This past week I started working on a new proof of concept in Azure. Since I had not really done any Terraform in Azure before, I figured this would be a good project to try it out with. When working in AWS, I have generally used S3 as the backend, so I decided to look at using Azure Storage for this project. As with AWS, there is a little bit of a chicken and egg problem, where the storage needs to be created prior to Terraform being able to use it.

I suppose I could have written some Terraform to run locally and create it, but I decided to just use the Azure CLI to get more familiar with it.

Preparing the Environment

Since the Azure CLI is written in Python, the first thing that I did was create a virtual environment with Virtualenvwrapper and install the azure-cli package.

mkvirtualenv -p python3 azure
pip install azure-cli

Once the azure-cli package is installed you need to authenticate with Azure.

az login

Create the Storage Account and Container to Use with Terraform

Once authenticated, configuring Azure to use as a Terraform backend is relatively straight forward. I decided to created a separate resource group just for my Terraform state files. This way I can lock the resource and prevent accidental deletion. You can create the resource group via the CLI:

az group create --location eastus --name terraform-state

The next step is to create the storage account. Since it has to be globally unique string between 3 and 24 characters, I generated something unique rather than mess around with trying to figure out a name that works.

cat /dev/urandom | env LC_CTYPE=C tr -dc 'a-z0-9' | head -c 24
b4go1zc0ih6swsus92beh8a6

az storage account create --resource-group terraform-state --name b4go1zc0ih6swsus92beh8a6

Now that the storage account is created, we can create the storage container.

az storage container create --name tfstate --account-name b4go1zc0ih6swsus92beh8a6

Finally, you can lock the resource group to prevent changes.  Locks are inherited from parent resources, so I just lock the resource group.

az lock create --name LockTfResource --lock-type CanNotDelete --resource-group terraform-state

Configure Terraform to use Azure Storage

With the storage for the tfstate files set up, we can now configure Terraform to use it. Start by creating a file called backend.tf and adding the following to it:

terraform {
  backend "azurerm" {
    storage_account_name = "b4go1zc0ih6swsus92beh8a6"
    container_name = "tfstate"
  }
}

Next, create a file called provider.tf and add the following. You can get the subscription-id by running the command az account list --query '[].[name, id]' --output tsv and selecting the ID for the subscription you are working with.

provider "azurerm" {
  subscription_id = "cbe70a88-0da5-4bca-88b8-c8b9c0350557"
}

Once the files are created, you will need to get the storage access key and then initialize the backend.

export AZURE_ACCESS_KEY=$(az storage account keys list -n b4go1zc0ih6swsus92beh8a6 --query [0].value --output tsv)

terraform init \
  -backend-config="access_key=${AZURE_ACCESS_KEY}" \
  -backend-config="key=hackathon-poc2.terraform.tfstate"

That’s it. Now you can start creating resources in your main.tf file and building out your Azure infrastructure.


◆ **Exercise details**
Reproduce every record verbatim but drop the pictures.

[Stored data]
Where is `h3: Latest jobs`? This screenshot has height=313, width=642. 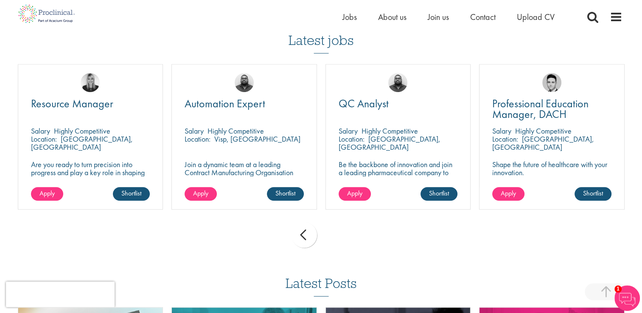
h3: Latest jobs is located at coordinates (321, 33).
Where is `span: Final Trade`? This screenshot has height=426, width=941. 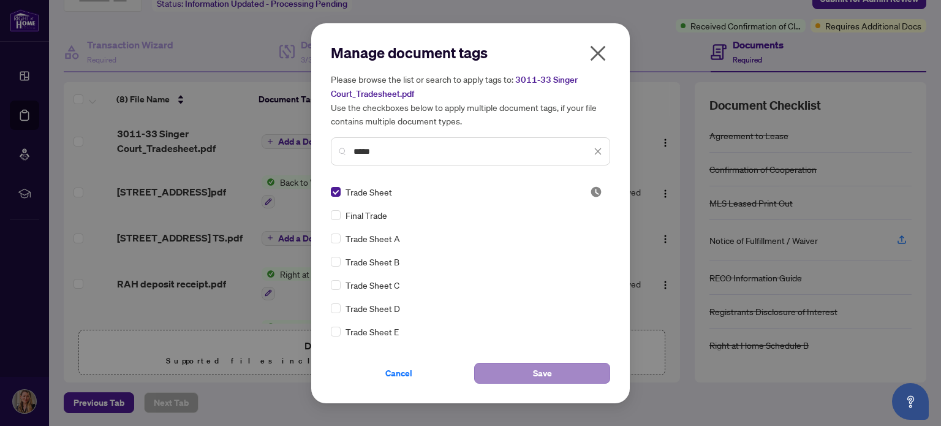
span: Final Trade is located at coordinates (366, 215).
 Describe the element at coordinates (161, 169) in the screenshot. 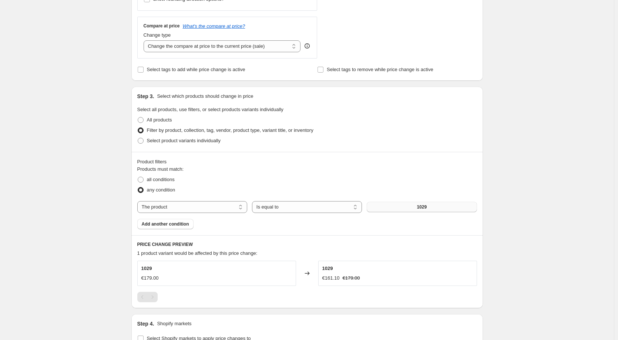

◆ **The completed task**
Where is `h3: Latest jobs`? This screenshot has height=313, width=642. 
h3: Latest jobs is located at coordinates (321, 33).
Where is `span: Final Trade`? This screenshot has height=426, width=941. 
span: Final Trade is located at coordinates (366, 215).
 Describe the element at coordinates (161, 169) in the screenshot. 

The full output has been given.